This section describes the hierarchical execution profiler. This
profiler is based on ideas from gprof described in
Graham et
al., 1982. The profiler consists of two parts: the
information-gathering component built into the kernel,158There
are two implementations; one based on setitimer() using the SIGPROF
signal and one using Windows Multi Media (MM) timers. On other systems
the profiler is not provided. and a presentation component
which is defined in the library(statistics)
library. The
latter can be hooked, which is used by the XPCE module
library(swi/pce_profile)
to provide an interactive
graphical frontend for the results.
The following predicates are defined to interact with the profiler.
show_profile([]
)
.
With XPCE installed this opens a graphical interface to examine the
collected profiling data.cpu
(default), collect CPU timing
statistics. If wall
, collect wall time statistics based on
a 5 millisecond sampling rate. Wall time statistics can be useful if Goal
calls blocking system calls.
true
(default false
), include the time
spent in children in the time reported for a predicate.
The value true
is accepted as a synonym for cputime
for compatibility reasons.
false
and clears all collected
statistics.Browsing the annotated call-tree as described in section 4.42.3 itself is not very attractive. Therefore, the results are combined per predicate, collecting all callers and callees as well as the propagation of time and activations in both directions. Figure 4 illustrates this. The central yellowish line is the‘current' predicate with counts for time spent in the predicate (`Self'), time spent in its children (`Siblings'), activations through the call and redo ports. Above that are the callers. Here, the two time fields indicate how much time is spent serving each of the callers. The columns sum to the time in the yellowish line. The caller <recursive> is the number of recursive calls. Below the yellowish lines are the callees, with the time spent in the callee itself for serving the current predicate and the time spent in the callees of the callee ('Siblings'), so the whole time-block adds up to the‘Siblings' field of the current predicate. The‘Access' fields show how many times the current predicate accesses each of the callees.
The predicates have a menu that allows changing the view of the detail window to the given caller or callee, showing the documentation (if it is a built-in) and/or jumping to the source.
The statistics shown in the report field of figure 4 show the following information:
SIGPROF
is
1/100 second. This number must be sufficiently large to get reliable
timing figures. The Time menu allows viewing time as samples,
relative time or absolute time.
While the program executes under the profiler, the system builds a dynamic call-tree. It does this using three hooks from the kernel: one that starts a new goal (profCall), one that tells the system which goal is resumed after an exit (profExit) and one that tells the system which goal is resumed after a fail (i.e., which goal is used to retry (profRedo)). The profCall() function finds or creates the subnode for the argument predicate below the current node, increments the call-count of this link and returns the sub-node which is recorded in the Prolog stack-frame. Choice-points are marked with the current profiling node. profExit() and profRedo() pass the profiling node where execution resumes.

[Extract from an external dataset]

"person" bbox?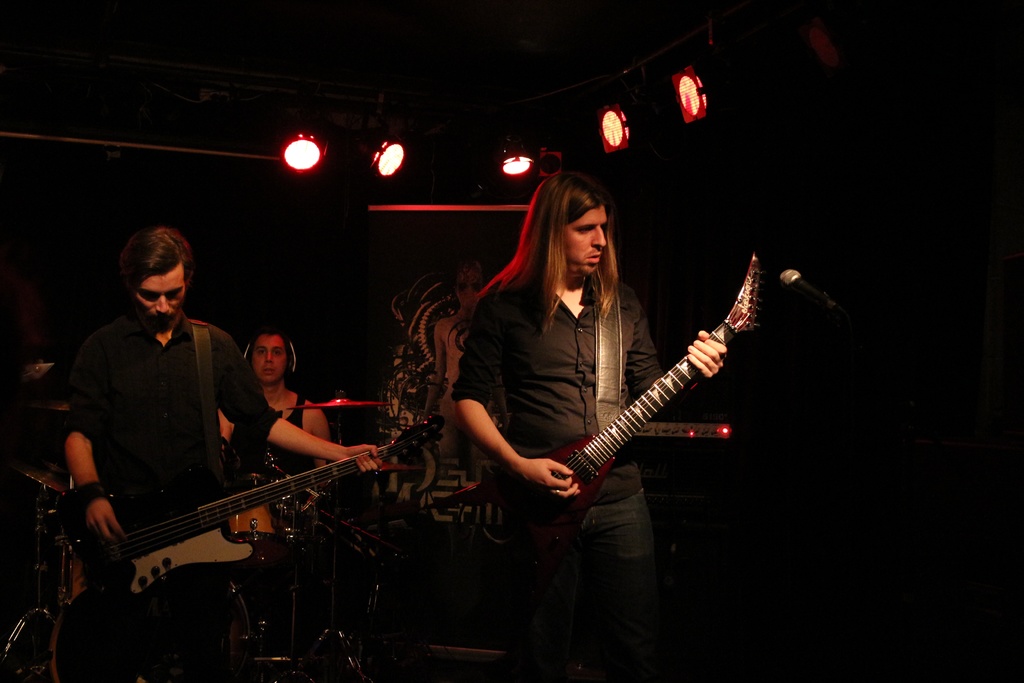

Just using the above algorithm would create a much too big tree due to recursion. For this reason the system performs detection of recursion. In the simplest case, recursive procedures increment the‘recursive' count on the current node. Mutual recursion, however, is not easily detected. For example, call/1 can call a predicate that uses call/1 itself. This can be viewed as a recursive invocation, but this is generally not desirable. Recursion is currently assumed if the same predicate with the same parent appears higher in the call-graph. Early experience with some non-trivial programs are promising.
The last part of the profiler collects statistics on the CPU time
used in each node. On systems providing setitimer() with
SIGPROF
, it‘ticks' the current node of the call-tree
each time the timer fires. On Windows, a MM-timer in a separate thread
checks 100 times per second how much time is spent in the profiled
thread and adds this to the current node. See section
4.42.3.1 for details.
Profiling in the Windows version is similar, but as profiling is a statistical process it is good to be aware of the implementation159We hereby acknowledge Lionel Fourquaux, who suggested the design described here after a newsnet enquiry. for proper interpretation of the results.
Windows does not provide timers that fire asynchronously, frequent and proportional to the CPU time used by the process. Windows does provide multi-media timers that can run at high frequency. Such timers, however, run in a separate thread of execution and they are fired on the wall clock rather than the amount of CPU time used. The profiler installs such a timer running, for saving CPU time, rather inaccurately at about 100 Hz. Each time it is fired, it determines the CPU time in milliseconds used by Prolog since the last time it was fired. If this value is non-zero, active predicates are incremented with this value.